While Verily magazine went out of print and became a digital-only magazine from 2014 until 2023, we have always believed in print magazines as an important cultural force. As our co-founder, Kara Bach, wrote on LeanIn.org in 2013, “Magazines have such a powerful ability to really hold up what is beautiful, desirable, successful, and what it means to be modern women.”

A print magazine should be an object of beauty that can encourage us to slow down and reflect, providing moments of gratitude, attentiveness, nourishment; isn’t this what truly beautiful things always help us to do? This is why I was so thrilled to rejoin the Verily team a few months ago, to be a part of Verily’s mission to fight the objectification of women in word and image and an antidote to the fracturing of our attention and wellbeing with a beautiful and nourishing print magazine.

In our second issue of 2023 (which has just gone to the printers and will be with subscribers soon), we reflect particularly on the theme of “beauty.” This is perhaps where Verily magazine has always been a unique force or positive change in women’s media; when we started out in 2012, we were the first women’s magazine to commit to never using Photoshop to alter the skin and bodies of the women represented in our pages. We believe in showing women at their best, because our desire to be beautiful isn’t a bad impulse, but we also believe beauty is diverse and looks many different ways for different people; your “best” isn’t a work of fiction.

As we come to the close of summer—a season when we often feel even more pressure than usual to look a certain way—we would love to invite you to pause and explore what beauty means to you, and how feeling beautiful can help us reunify our external and internal sense of personhood in a world that is constantly trying to commodify us and divorce beauty from its deeper meaning.

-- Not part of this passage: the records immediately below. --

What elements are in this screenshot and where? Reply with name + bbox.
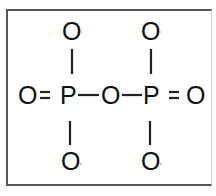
atom-left-oxygen: O: [18, 81, 37, 109]
atom-left-phosphorus: P: [60, 81, 77, 109]
radical-dot-icon: [160, 163, 162, 165]
atom-right-oxygen: O: [186, 81, 205, 109]
radical-dot-icon: [159, 31, 161, 33]
atom-top-left-oxygen: O: [62, 17, 81, 45]
atom-bridge-oxygen: O: [101, 81, 120, 109]
atom-right-phosphorus: P: [143, 81, 160, 109]
radical-dot-icon: [80, 163, 82, 165]
phosphorus-oxide-structure: O O O P O P O O O: [0, 0, 216, 196]
atom-bottom-right-oxygen: O: [141, 147, 160, 175]
atom-top-right-oxygen: O: [141, 17, 160, 45]
atom-bottom-left-oxygen: O: [61, 147, 80, 175]
radical-dot-icon: [80, 31, 82, 33]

As I write in the latest issue: 

We tend to confuse feeling beautiful with vanity. But vanity is actually rooted in insecurity; what else could prompt us to take selfie after selfie in an effort to get the “perfect” pose, to seek constant validation from others, and to rate and rank beauty (our own and others’) as if we’re in some kind of beauty pageant, scoring points on stage?

The reverse is also true: when you’re rooted in a sense of your own beauty and dignity, you can appreciate someone else’s beauty free from comparison, envy, or insecurity. When you’re in the presence of someone who feels truly at peace with themselves, that peace is infectious; it invites you to relax, to be aware of—and grateful for—your own beauty as well as the beauty in the world around you.

Perhaps feeling truly beautiful doesn’t mean we’re thinking about our appearance more, but in fact, grounded in a deep sense of confidence about our own intrinsic dignity and beauty, we’re free to think about ourselves less.

We can appreciate our beauty in a way that isn’t self-obsessed; we can hold our beauty lightly, knowing it to be truly ours and not something that can be taken away.

You can read the full reflection by becoming an annual subscriber to Verily in print. In this issue, we’re inviting you to think about how beauty can transform your experience of the world with poetry and articles exploring beauty in the home, how to handle envy in friendship, and much more. In our interview with best-selling author Gretchen Rubin, we explore how growing an appreciation for—and awareness of—the five senses can help us elevate our everyday lives and let more beauty and peace into our lives.

At Verily we have always believed in women; we don’t buy the lie that women only want catty celebrity gossip and content that fuels our insecurities by telling us we’re never enough unless we possess or achieve certain things. Print magazines may never be a wildly successful business model (especially the way we do it with very little advertising), but as we return to print as a nonprofit we’re making the counter-cultural statement that women aren’t objects to be consumed or products to be squeezed for profit. Instead, we are working to serve women with media that nurtures authentic community and wellbeing.

Make sure to order your copy of our latest issue or become a subscriber to our beautiful quarterly print magazine that invites you to come home to yourself as we live out the ethos of our motto in everything we create for you: less of who you should be, more of who you are.